Connell analyses some of the dimensions of shifting gender roles.
In some milieux, such as younger professional and intellectual networks in Western cities, domestic equality and shared household labour is now common sense. How many men actually take on full-time care of babies depends … on economic arrangements that make it affordable; the point is that many households think it is the right thing to do. Some institutions also are functioning to extend equality. The education system has tended to equalize access, and its economic weight has grown. Within the patriarchal state particular units work in the interests of women, for instance, equal opportunity programmes, women’s services and campaigns to prevent violence against women. Localized institutional change of this kind consolidates the shift in gender ideology.
At the heart of this is a cultural change, deeper than the liberal concept of ‘equal rights’ through which it is expressed, is the emergence of a historical consciousness about gender.’ …
[Following is an overview of] four major dimensions … in gender relations … [reflecting the] current state of play in rich Western countries …
(a) Power
Advantages: Men hold predominant authority in business and the state, with a near-monopoly of top positions. Men and boys tend to control public spaces such as streets and playgrounds. Men hold authority in many families and institutions of civil society. Men have near total control of coercive institutions (military, police) and control of the means of violence (weapons, military training). Men are relatively free from rape and serious domestic violence.
Disadvantages: Men are the overwhelming majority of people arrested and imprisoned, including those executed. Men are the main targets of military violence and criminal assault. Men are more likely to be the targets of economic competition and organizational rivalry.
(b) Division of Labour
Advantages: Men have approximately twice the average income of women, and control most of the major concentrations of wealth. Men have higher levels of economic participation, and better access to future opportunities, e.g. promotions. Men, especially husbands, receive benefits from the unpaid labour of women. Men control most of the machinery (e.g. transport, power generation, computers) that is the basis of a modern economy and specifically multiplies the economic value of labour.
Disadvantages: Men predominate in dangerous and highly toxic occupations. Men include a higher proportion of sole earners (‘breadwinners’) with social compulsion to remain employed. Because of the occupational division of labour, men’s skills are subject to rapid obsolescence. Men pay a higher average rate of taxation, with income disproportionately redistributed to women, through the welfare state.
(c) Cathexis
Advantages: Men receive much emotional support from women about social obligation to reciprocate. Heterosexuality is socially organized to prioritize men’s pleasure, in personal relationships as well as sexualized mass media. A double standard legitimates men’s sexual freedom and a commercial sex industry serves it.

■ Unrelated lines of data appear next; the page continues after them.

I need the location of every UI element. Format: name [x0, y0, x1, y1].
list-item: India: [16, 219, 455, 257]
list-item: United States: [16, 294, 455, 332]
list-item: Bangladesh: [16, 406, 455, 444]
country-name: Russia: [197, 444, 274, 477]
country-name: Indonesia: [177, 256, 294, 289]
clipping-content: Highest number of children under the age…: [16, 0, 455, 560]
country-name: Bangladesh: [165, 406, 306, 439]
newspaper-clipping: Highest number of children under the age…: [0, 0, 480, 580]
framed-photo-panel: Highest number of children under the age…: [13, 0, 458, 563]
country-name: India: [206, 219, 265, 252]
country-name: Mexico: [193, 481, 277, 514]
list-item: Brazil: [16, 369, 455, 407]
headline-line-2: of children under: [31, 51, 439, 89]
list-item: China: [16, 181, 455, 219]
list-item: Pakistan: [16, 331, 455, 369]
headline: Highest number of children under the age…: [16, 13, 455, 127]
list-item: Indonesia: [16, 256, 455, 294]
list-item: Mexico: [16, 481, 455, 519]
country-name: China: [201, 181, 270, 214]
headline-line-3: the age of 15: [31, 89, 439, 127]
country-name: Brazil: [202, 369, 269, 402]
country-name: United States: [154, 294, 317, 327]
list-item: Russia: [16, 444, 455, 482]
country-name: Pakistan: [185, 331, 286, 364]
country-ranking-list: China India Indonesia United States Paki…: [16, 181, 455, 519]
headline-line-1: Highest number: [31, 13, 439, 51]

Disadvantages: Men’s sexuality is more alienated, and more sharply constrained by homophobia. A taboo on free expression of emotions, especially vulnerability, continues (this is perhaps now changing). Men are substantially excluded from relationships with very young children.
(d) Symbolism
Advantages: Men control most cultural institutions (churches, universities, media). Religion general, and sometimes specifically, defines men as superordinate to women. Men have higher levels of recognition, i.e. they and their activities are regarded as more important, newsworthy and appropriate to resource. (Example: sport.) Boys and men predominate in high-return and highly resourced areas of education. (Examples: MBA, biotechnology, IT.)
Disadvantages: Boys and men are losing ground in general education. They are under-represented in important learning experiences, e.g. humanistic studies. Mothers’ legitimacy in childcare tends to over-ride fathers’ interests in marital separation disputes.
Connell, R.W. 2005. Masculinities. Sydney: Allen and Unwin. pp. 227, 246–248.